160 years ago today


Darwin’s Origin of Species was published on 24 November 1859, and people are still mad about it.

You know, biologists don’t really regard this like some people do their Bible. It’s an old, flawed book that is now rather outdated, but contained some really smart ideas that sparked a revolution in biology. We don’t take it literally. We don’t even use it in our classrooms anymore, and we don’t think it’s a particularly good place to start your study of the science, unless you’re deeply into the history of science.

We look at it the same way we think everyone ought to regard the Christian Bible, or the Koran: critically, representing a key moment in the history of ideas.

Comments

  1. says

    Well, maybe this comment is somewhat obnoxious, but the Bible does not represent a “moment” in the history of ideas. Although the Torah was largely compiled in the 8th century BC it represent an accretion of older stories and the concept of God and the world changes throughout. Then the concept changes further in the rest of the Tanakh, and again in the Gospels and epistles. So it represent an evolution of ideas over literally millennia. It is full of contradictions and absurdities. Nothing like The Origin of Species at all.

  2. Rob Grigjanis says

    In another year or so, it will be 160 years since the publication of Maxwell’s equations. Exciting times.

  3. colinday says

    This shows a difference between the sciences and the humanities. In the sciences, texts are a means of cognizing things that are not themselves texts. In the humanities, the texts themselves are often the object of study.

  4. Bruce Fuentes says

    Both science and humanities have their place in our society and academia. Studying the texts themselves is also important. Understanding the thought processes and what got the writer of the text to the point of writing the original texts helps us to understand a lot about what has happened to get us where we are. I come out of a humanities education, primarily history, poli-sci and sociology, but my appreciation and desire to grasp hard science allows me, I hope, to see both sides of that debate.

  5. leerudolph says

    Cervantes@1: “So it represent an evolution of ideas over literally millennia. It is full of contradictions and absurdities. Nothing like The Origin of Species at all.” But a bit like the origin of species, no?

  6. says

    Maybe more like the body of literature that constitutes modern evolutionary biology. An analogy to the bible would be a collection of Darwin’s papers, and Haeckel’s, and Mendel & Morgan & Simpson & Mayr & Coyne & Gould & Maynard Smith & Wilson & Margulis & a hodgepodge of other works, some selected because they’re good and insightful, others by random chance. There’d be contradictions and chaos throughout.

  7. robro says

    cervantes @ #1

    Although the Torah was largely compiled in the 8th century BC…

    A bit off-topic, but that’s an interesting point depending on what you mean by “compiled.” I understood that something like the Torah was compiled perhaps in the 5th century BC or later. Can you point me in the direction of evidence for 8th century?

  8. unclefrogy says

    critically, representing a key moment in the history of ideas.

    good phrasing all ideas and understanding are just that a moment in time that is plain to see. As was said the bible is a compilation of things over a long period of time makes it kind of hard to narrow it down to one particular day. With Darwin there were antecedents but we do have a published date that we can use as the ideas formulated in his writing began to be more widely discussed and understood
    our understanding of both evolution and the bible are moving targets as are all of our ideas and understandings

    uncle frogy

  9. says

    Rob Grigjanis (#2) –

    It’s not the only important advance that hit big anniversaries in recent and coming years. Napier’s bones turned 400 in 2017, and Oughtred’s slide rule will turn 400 in 2022. The typewriter turned 150 and the bicycle 200 in 2017, and Genaille–Lucas rulers will turn 130 in 2021.

  10. chrislawson says

    Pierce@11–

    That was a standard way of setting books. The text is centered in an imaginary box and the box is offset from center of the page, direction depending on whether the page was verso or recto, so that when the book was opened and two pages were showing, it would form a more pleasing layout.

  11. Rob Grigjanis says

    It’s also just about 104 years since the gravitational field equation papers were submitted; Nov 20 1915 by Hilbert, and Nov 25 by Einstein.

  12. says

    The Origin is a wonderful book, and anyone interested in science should read it, just as they should read Galileo (e.g. Two New Sciences), not just for what he got right – which was a great deal – but also for what he didn’t get right.
    But if you read The Origin, read the 1st edition, and best to read it in an annotated edition such as The annotated Origin, annotated by James T. Costa, Harvard Univ. Press 2009.

  13. sparks says

    @2: Rob, you sound like a fan of JCM. So am I. Several interesting biographies out there all about how he figured it out. Have you read them? What a mind. He provided a light for Einstein to follow. I wish I had a tenth of that thinking power between my ears.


PROBLEM DESCRIPTION: Print all the entries exactly.

◇ ◇ ◇ ◇ ◇ ◇ ◇

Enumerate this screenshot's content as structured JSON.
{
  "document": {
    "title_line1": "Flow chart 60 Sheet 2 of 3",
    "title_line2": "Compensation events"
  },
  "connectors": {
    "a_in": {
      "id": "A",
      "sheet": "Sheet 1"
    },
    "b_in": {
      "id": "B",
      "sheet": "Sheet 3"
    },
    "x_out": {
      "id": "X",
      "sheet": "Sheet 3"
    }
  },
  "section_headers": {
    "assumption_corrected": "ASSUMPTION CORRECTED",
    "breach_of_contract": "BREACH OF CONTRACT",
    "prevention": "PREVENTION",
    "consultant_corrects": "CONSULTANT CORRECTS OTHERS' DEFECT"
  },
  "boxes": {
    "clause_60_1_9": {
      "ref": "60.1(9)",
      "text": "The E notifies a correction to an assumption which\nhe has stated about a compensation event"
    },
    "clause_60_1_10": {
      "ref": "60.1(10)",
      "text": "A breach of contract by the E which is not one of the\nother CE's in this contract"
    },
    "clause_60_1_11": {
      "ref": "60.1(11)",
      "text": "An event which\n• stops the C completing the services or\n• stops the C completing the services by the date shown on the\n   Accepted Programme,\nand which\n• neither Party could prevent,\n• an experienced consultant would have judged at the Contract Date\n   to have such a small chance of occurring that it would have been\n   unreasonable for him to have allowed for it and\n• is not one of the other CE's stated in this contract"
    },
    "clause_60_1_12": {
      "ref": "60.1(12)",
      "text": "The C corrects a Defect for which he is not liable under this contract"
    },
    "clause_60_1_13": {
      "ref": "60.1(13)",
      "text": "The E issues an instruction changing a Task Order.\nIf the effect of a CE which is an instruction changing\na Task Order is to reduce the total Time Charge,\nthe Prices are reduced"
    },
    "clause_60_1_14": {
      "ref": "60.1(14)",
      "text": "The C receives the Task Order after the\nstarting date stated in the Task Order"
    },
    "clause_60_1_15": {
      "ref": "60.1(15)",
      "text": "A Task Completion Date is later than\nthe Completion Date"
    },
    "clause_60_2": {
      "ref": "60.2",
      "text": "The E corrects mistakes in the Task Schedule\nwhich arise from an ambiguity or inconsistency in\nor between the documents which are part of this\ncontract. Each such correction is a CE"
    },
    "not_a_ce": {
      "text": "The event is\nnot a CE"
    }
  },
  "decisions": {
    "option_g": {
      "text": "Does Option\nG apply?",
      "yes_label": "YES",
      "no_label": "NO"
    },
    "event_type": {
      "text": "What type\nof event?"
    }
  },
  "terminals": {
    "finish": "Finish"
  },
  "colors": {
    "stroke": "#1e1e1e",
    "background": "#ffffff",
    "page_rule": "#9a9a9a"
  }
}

◇ ◇ ◇ ◇ ◇ ◇ ◇

SOLUTION BELOW:
Enumerate this screenshot's content as structured JSON.
{
  "document": {
    "title_line1": "Flow chart 60 Sheet 2 of 3",
    "title_line2": "Compensation events"
  },
  "connectors": {
    "a_in": {
      "id": "A",
      "sheet": "Sheet 1"
    },
    "b_in": {
      "id": "B",
      "sheet": "Sheet 3"
    },
    "x_out": {
      "id": "X",
      "sheet": "Sheet 3"
    }
  },
  "section_headers": {
    "assumption_corrected": "ASSUMPTION CORRECTED",
    "breach_of_contract": "BREACH OF CONTRACT",
    "prevention": "PREVENTION",
    "consultant_corrects": "CONSULTANT CORRECTS OTHERS' DEFECT"
  },
  "boxes": {
    "clause_60_1_9": {
      "ref": "60.1(9)",
      "text": "The E notifies a correction to an assumption which\nhe has stated about a compensation event"
    },
    "clause_60_1_10": {
      "ref": "60.1(10)",
      "text": "A breach of contract by the E which is not one of the\nother CE's in this contract"
    },
    "clause_60_1_11": {
      "ref": "60.1(11)",
      "text": "An event which\n• stops the C completing the services or\n• stops the C completing the services by the date shown on the\n   Accepted Programme,\nand which\n• neither Party could prevent,\n• an experienced consultant would have judged at the Contract Date\n   to have such a small chance of occurring that it would have been\n   unreasonable for him to have allowed for it and\n• is not one of the other CE's stated in this contract"
    },
    "clause_60_1_12": {
      "ref": "60.1(12)",
      "text": "The C corrects a Defect for which he is not liable under this contract"
    },
    "clause_60_1_13": {
      "ref": "60.1(13)",
      "text": "The E issues an instruction changing a Task Order.\nIf the effect of a CE which is an instruction changing\na Task Order is to reduce the total Time Charge,\nthe Prices are reduced"
    },
    "clause_60_1_14": {
      "ref": "60.1(14)",
      "text": "The C receives the Task Order after the\nstarting date stated in the Task Order"
    },
    "clause_60_1_15": {
      "ref": "60.1(15)",
      "text": "A Task Completion Date is later than\nthe Completion Date"
    },
    "clause_60_2": {
      "ref": "60.2",
      "text": "The E corrects mistakes in the Task Schedule\nwhich arise from an ambiguity or inconsistency in\nor between the documents which are part of this\ncontract. Each such correction is a CE"
    },
    "not_a_ce": {
      "text": "The event is\nnot a CE"
    }
  },
  "decisions": {
    "option_g": {
      "text": "Does Option\nG apply?",
      "yes_label": "YES",
      "no_label": "NO"
    },
    "event_type": {
      "text": "What type\nof event?"
    }
  },
  "terminals": {
    "finish": "Finish"
  },
  "colors": {
    "stroke": "#1e1e1e",
    "background": "#ffffff",
    "page_rule": "#9a9a9a"
  }
}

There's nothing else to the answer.